Wednesday, May 14, 2008

When 47 is Not a Lucky Number

Last week, the University of Florida President, Bernie Machen, announced $47 million dollar budget cuts for the entire University, including elimination of 430 faculty and staff. This is a six percent across-the-board cut for all the colleges. Unfortunately, the College of Liberal Arts and Sciences (CLAS) had been recovering from a $9 million debt created by poor accounting on the part of a former dean, and the already squeezed college is looking at another $6 million reduction from this most recent cut. The plan was approved by the Board of Trustees today and spared some of the faculty layoffs and cancellations of PhD programs in CLAS, which had particularly targeted the language programs. With much of the state of Florida's revenue based on tourism, the state budget is now suffering, and I suppose we knew these cuts were coming. Additionally, there is no income tax in this state, so property taxes and sales tax provide much of the state revenue, and we all know about the housing crisis and reduced consumer spending, which also adds to decreased revenue.

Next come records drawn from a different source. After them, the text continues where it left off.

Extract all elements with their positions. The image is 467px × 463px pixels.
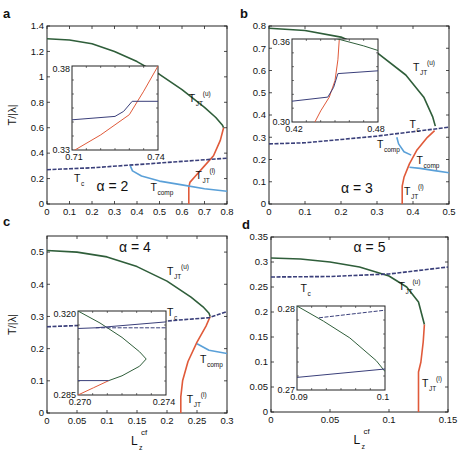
y-tick-label: 0.3	[255, 256, 268, 267]
curve-label-sub: JT	[420, 69, 427, 76]
curve-label-sub: JT	[405, 288, 412, 295]
curve-label-main: T	[409, 118, 416, 130]
y-tick-label: 0.2	[253, 154, 266, 165]
curve-label-main: T	[413, 61, 420, 73]
y-tick-label: 0.05	[250, 381, 269, 392]
curve-label-main: T	[167, 306, 174, 318]
curve-label-main: T	[398, 280, 405, 292]
curve-label-sub: comp	[207, 361, 223, 369]
x-axis-label-sup: cf	[141, 428, 148, 437]
curve-label-sub: comp	[384, 146, 400, 154]
y-tick-label: 0.4	[31, 147, 44, 158]
x-tick-label: 0.5	[153, 206, 166, 217]
inset-axes-frame	[78, 311, 166, 395]
curve-label-main: T	[151, 181, 158, 193]
x-tick-label: 0.4	[406, 206, 419, 217]
inset-xmax-label: 0.274	[153, 397, 176, 407]
x-tick-label: 0.15	[439, 414, 458, 425]
y-tick-label: 0.2	[31, 173, 44, 184]
curve-label-sup: (u)	[412, 278, 420, 286]
panel-a: a00.10.20.30.40.50.60.70.800.20.40.60.81…	[3, 6, 234, 217]
x-axis-label: Lzcf	[354, 427, 371, 450]
x-axis-label-sub: z	[139, 444, 143, 451]
inset-axes-frame	[297, 306, 385, 390]
inset-xmin-label: 0.09	[290, 392, 308, 402]
inset-ymax-label: 0.28	[277, 304, 295, 314]
x-tick-label: 0.25	[188, 415, 207, 426]
x-axis-label-main: L	[131, 434, 138, 448]
curve-label-sub: JT	[196, 100, 203, 107]
alpha-label: α = 5	[354, 239, 386, 255]
x-tick-label: 0.3	[370, 206, 383, 217]
curve-label-sup: (l)	[210, 167, 216, 175]
x-tick-label: 0.5	[442, 206, 455, 217]
x-tick-label: 0.3	[108, 206, 121, 217]
x-tick-label: 0.4	[130, 206, 143, 217]
x-tick-label: 0.1	[63, 206, 76, 217]
curve-label-sub: comp	[424, 162, 440, 170]
y-tick-label: 1.2	[31, 46, 44, 57]
y-tick-label: 0.15	[250, 331, 269, 342]
y-tick-label: 0.25	[250, 281, 269, 292]
y-tick-label: 0.6	[31, 122, 44, 133]
curve-label-sup: (u)	[427, 59, 435, 67]
inset-axes-frame	[72, 66, 158, 150]
x-tick-label: 0.05	[68, 415, 87, 426]
x-tick-label: 0.3	[220, 415, 233, 426]
curve-label-main: T	[189, 92, 196, 104]
y-axis-label: T/|λ|	[6, 314, 18, 335]
y-tick-label: 0.5	[31, 246, 44, 257]
x-tick-label: 0	[44, 206, 49, 217]
y-tick-label: 0.1	[253, 176, 266, 187]
curve-label-main: T	[187, 393, 194, 405]
y-tick-label: 0.5	[253, 87, 266, 98]
curve-label-main: T	[196, 169, 203, 181]
panel-letter: a	[3, 6, 11, 21]
y-tick-label: 0.2	[31, 343, 44, 354]
x-axis-label-sub: z	[362, 443, 366, 450]
x-tick-label: 0.1	[100, 415, 113, 426]
x-axis-label: Lzcf	[131, 428, 148, 451]
y-tick-label: 0.35	[250, 231, 269, 242]
y-tick-label: 0	[261, 198, 266, 209]
y-tick-label: 0	[39, 407, 44, 418]
curve-label-sub: JT	[429, 385, 436, 392]
curve-label-sub: comp	[158, 189, 174, 197]
curve-label-sup: (l)	[418, 183, 424, 191]
y-tick-label: 0.1	[31, 375, 44, 386]
curve-label-main: T	[417, 154, 424, 166]
y-tick-label: 0.6	[253, 65, 266, 76]
x-tick-label: 0.2	[85, 206, 98, 217]
x-tick-label: 0.05	[321, 414, 340, 425]
inset-ymax-label: 0.320	[53, 309, 76, 319]
curve-label-sub: JT	[411, 193, 418, 200]
curve-label-sup: (u)	[203, 90, 211, 98]
x-tick-label: 0.7	[198, 206, 211, 217]
inset-xmin-label: 0.71	[65, 152, 83, 162]
y-tick-label: 0.3	[31, 311, 44, 322]
inset-xmin-label: 0.270	[69, 397, 92, 407]
curve-label-sup: (u)	[181, 263, 189, 271]
y-tick-label: 1.4	[31, 20, 44, 31]
curve-label-main: T	[377, 138, 384, 150]
inset-xmin-label: 0.42	[285, 124, 303, 134]
curve-label-sub: JT	[203, 177, 210, 184]
x-axis-label-sup: cf	[364, 427, 371, 436]
curve-label-main: T	[74, 172, 81, 184]
curve-label-main: T	[422, 377, 429, 389]
alpha-label: α = 2	[97, 178, 129, 194]
y-tick-label: 1	[39, 71, 44, 82]
curve-label-sub: JT	[174, 273, 181, 280]
x-axis-label-main: L	[354, 433, 361, 447]
panel-c: c00.050.10.150.20.250.300.10.20.30.40.5T…	[3, 214, 234, 451]
y-tick-label: 0.8	[31, 97, 44, 108]
x-tick-label: 0.2	[334, 206, 347, 217]
alpha-label: α = 4	[119, 239, 151, 255]
curve-label-sup: (l)	[201, 391, 207, 399]
x-tick-label: 0.2	[160, 415, 173, 426]
curve-label-main: T	[167, 265, 174, 277]
panel-letter: d	[242, 217, 250, 232]
curve-label-main: T	[200, 353, 207, 365]
y-axis-label: T/|λ|	[6, 105, 18, 126]
y-tick-label: 0.3	[253, 132, 266, 143]
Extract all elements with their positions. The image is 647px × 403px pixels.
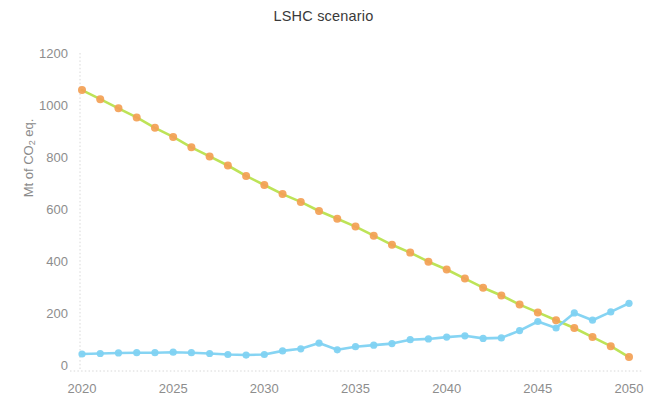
data-point-emissions-decline [151, 124, 159, 132]
data-point-removals-ramp [133, 349, 140, 356]
data-point-emissions-decline [352, 223, 360, 231]
data-point-emissions-decline [516, 301, 524, 309]
data-point-emissions-decline [114, 104, 122, 112]
data-point-emissions-decline [206, 152, 214, 160]
data-point-emissions-decline [406, 249, 414, 257]
data-point-removals-ramp [315, 339, 322, 346]
data-point-removals-ramp [534, 318, 541, 325]
data-point-emissions-decline [187, 143, 195, 151]
data-point-emissions-decline [461, 275, 469, 283]
data-point-removals-ramp [425, 335, 432, 342]
data-point-emissions-decline [297, 198, 305, 206]
data-point-emissions-decline [370, 232, 378, 240]
data-point-emissions-decline [133, 113, 141, 121]
data-point-removals-ramp [589, 317, 596, 324]
data-point-removals-ramp [279, 347, 286, 354]
data-point-emissions-decline [589, 333, 597, 341]
data-point-emissions-decline [260, 181, 268, 189]
data-point-removals-ramp [334, 346, 341, 353]
series-markers [78, 86, 633, 361]
data-point-removals-ramp [188, 349, 195, 356]
data-point-emissions-decline [534, 308, 542, 316]
data-point-emissions-decline [625, 353, 633, 361]
data-point-emissions-decline [169, 133, 177, 141]
data-point-removals-ramp [170, 349, 177, 356]
data-point-removals-ramp [151, 349, 158, 356]
data-point-removals-ramp [625, 300, 632, 307]
plot-area [0, 0, 647, 403]
data-point-removals-ramp [261, 351, 268, 358]
data-point-emissions-decline [570, 324, 578, 332]
data-point-emissions-decline [443, 266, 451, 274]
data-point-removals-ramp [115, 349, 122, 356]
data-point-emissions-decline [388, 241, 396, 249]
data-point-removals-ramp [480, 335, 487, 342]
data-point-emissions-decline [333, 215, 341, 223]
data-point-emissions-decline [424, 258, 432, 266]
data-point-removals-ramp [97, 350, 104, 357]
data-point-removals-ramp [224, 351, 231, 358]
data-point-removals-ramp [352, 343, 359, 350]
data-point-removals-ramp [443, 334, 450, 341]
data-point-emissions-decline [497, 292, 505, 300]
data-point-removals-ramp [607, 308, 614, 315]
data-point-emissions-decline [96, 95, 104, 103]
chart-canvas: LSHC scenario Mt of CO2 eq. 020040060080… [0, 0, 647, 403]
data-point-removals-ramp [552, 324, 559, 331]
data-point-emissions-decline [479, 284, 487, 292]
data-point-removals-ramp [407, 336, 414, 343]
data-point-removals-ramp [370, 342, 377, 349]
data-point-removals-ramp [461, 332, 468, 339]
data-point-removals-ramp [78, 350, 85, 357]
data-point-removals-ramp [571, 309, 578, 316]
data-point-removals-ramp [297, 345, 304, 352]
data-point-removals-ramp [243, 351, 250, 358]
data-point-emissions-decline [279, 190, 287, 198]
data-point-emissions-decline [315, 207, 323, 215]
data-point-emissions-decline [552, 316, 560, 324]
data-point-removals-ramp [388, 340, 395, 347]
data-point-emissions-decline [78, 86, 86, 94]
data-point-emissions-decline [224, 162, 232, 170]
data-point-emissions-decline [607, 342, 615, 350]
data-point-emissions-decline [242, 172, 250, 180]
data-point-removals-ramp [206, 350, 213, 357]
data-point-removals-ramp [516, 327, 523, 334]
data-point-removals-ramp [498, 334, 505, 341]
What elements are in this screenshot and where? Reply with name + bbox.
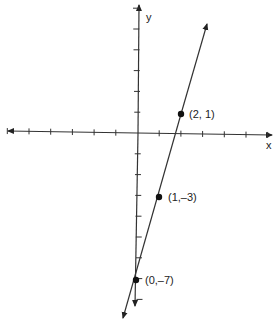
point-label-2-1: (2, 1): [189, 108, 215, 120]
y-axis-label: y: [146, 11, 152, 23]
point-1-neg3: [156, 194, 162, 200]
point-label-1-neg3: (1,–3): [168, 191, 197, 203]
coordinate-plane: x y (2, 1) (1,–3) (0,–7): [0, 0, 278, 329]
point-0-neg7: [133, 277, 139, 283]
x-axis-label: x: [266, 139, 272, 151]
x-axis: [7, 128, 272, 138]
y-axis: [133, 5, 142, 306]
point-2-1: [178, 111, 184, 117]
point-label-0-neg7: (0,–7): [145, 274, 174, 286]
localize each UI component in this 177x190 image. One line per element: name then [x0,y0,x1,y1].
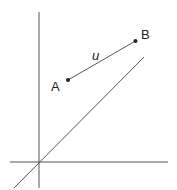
point-b-dot [134,39,138,43]
point-a-label: A [51,80,60,93]
segment-u [68,41,136,80]
diagram-canvas: A B u [0,0,177,190]
point-b-label: B [141,28,150,41]
point-a-dot [66,78,70,82]
diagonal-line [14,57,144,188]
diagram-svg [0,0,177,190]
segment-u-label: u [92,49,99,62]
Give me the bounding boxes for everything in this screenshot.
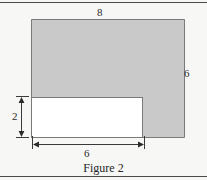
left-dim-arrow-up: [19, 97, 25, 103]
bottom-dim-arrow-left: [33, 142, 39, 148]
figure-container: 8 6 2 6 Figure 2: [0, 0, 207, 180]
dimension-label-right: 6: [184, 68, 190, 79]
bottom-dim-arrow-right: [138, 142, 144, 148]
figure-caption: Figure 2: [0, 161, 207, 176]
notched-rectangle-diagram: [0, 0, 207, 180]
left-dim-arrow-down: [19, 131, 25, 137]
notch-region: [32, 98, 143, 138]
dimension-label-top: 8: [97, 7, 103, 18]
dimension-label-left: 2: [12, 111, 18, 122]
dimension-label-bottom: 6: [84, 148, 90, 159]
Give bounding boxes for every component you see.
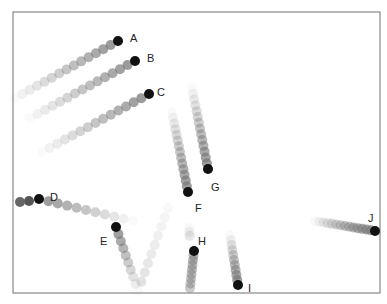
object-head-b [130,56,140,66]
trail-dot [109,212,119,222]
object-head-e [111,222,121,232]
object-head-f [183,187,193,197]
trail-dot [185,231,195,241]
trail-dot [150,240,160,250]
trail-h-up [184,223,195,241]
object-label-j: J [368,212,374,224]
trail-dot [160,212,170,222]
trail-dot [140,268,150,278]
trail-dot [119,214,129,224]
object-label-f: F [195,202,202,214]
trail-dot [24,196,34,206]
trail-dot [163,203,173,213]
trail-dot [72,203,82,213]
object-head-d [34,194,44,204]
object-label-b: B [147,52,154,64]
trail-dot [90,207,100,217]
trail-dot [15,197,25,207]
trail-dot [128,216,138,226]
object-label-a: A [130,32,138,44]
trail-dot [136,277,146,287]
trail-dot [81,205,91,215]
object-label-c: C [157,86,165,98]
object-label-e: E [100,235,107,247]
trail-dot [146,249,156,259]
object-label-i: I [248,282,251,294]
motion-diagram: ABCDEFGHIJ [0,0,387,304]
trail-dot [153,231,163,241]
object-head-g [203,164,213,174]
object-label-g: G [211,181,220,193]
object-head-i [233,280,243,290]
trail-dot [143,258,153,268]
trail-dot [156,221,166,231]
object-head-a [113,36,123,46]
object-head-j [370,226,380,236]
object-head-c [144,89,154,99]
object-head-h [189,246,199,256]
object-label-d: D [50,191,58,203]
object-label-h: H [198,235,206,247]
trail-dot [62,201,72,211]
trail-dot [100,209,110,219]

Related to the budget cuts, the Department of Zoology is now being forced to merge with the Department of Botany and the Biological Sciences Teaching Program (a separate department that mainly provides undergraduate basic biology classes). The faculty of Botany and Zoology are definitely not pleased with the merge, and the cooperative, familiar and friendly environment that the Department of Zoology has been able to boast about and use to attract students and faculty may be lost. My advisor, the chair of Zoology, who walked in to the shocking and stressful financial times of the debt in her first year as chair two years ago, thought things would get better, but it only seems to have gone downhill since then. A Botany student proposed BOZOW (Botany or Zoology or Whatever) as the new department name. We have to find something to laugh about in all this.

I agree with my friend, Kathleen, who says there is a simple solution for all of this: charge for classes. A program called Bright Futures pays tuition and fees for graduating high school students who have maintained a B average and score 970 or higher on their SATs. The idea is to prevent brain drain from the state schools when students opt to leave the state for Ivy Leagues. First, I question whether they are truly retaining the students they want; I'm sorry, but a B average and 970 is not Ivy League material. And second, the state is paying for 95% of freshman at the University of Florida to attend college. Often, these students drive around BMWs (because Mom and Dad can afford to spoil their child who doesn't have to pay tuition), trash their luxurious condos and apartments, and fail to maintain even a B average during their time here. Ironically, the scholarships are funded by the lottery, which means the scarce dollars of poor Floridians are paying for the education of many students who could afford it on their own. There's something obviously wrong with the system here.

1 Comments:

At 2:08 PM, Blogger Jeremy Wertheimer said...

I don't think we ever claimed 47 was the lucky number, just that it shows up more often that one would expect from pure chance. Sorry about the budget cuts. California (and the UC system) is in a similarly dire situation.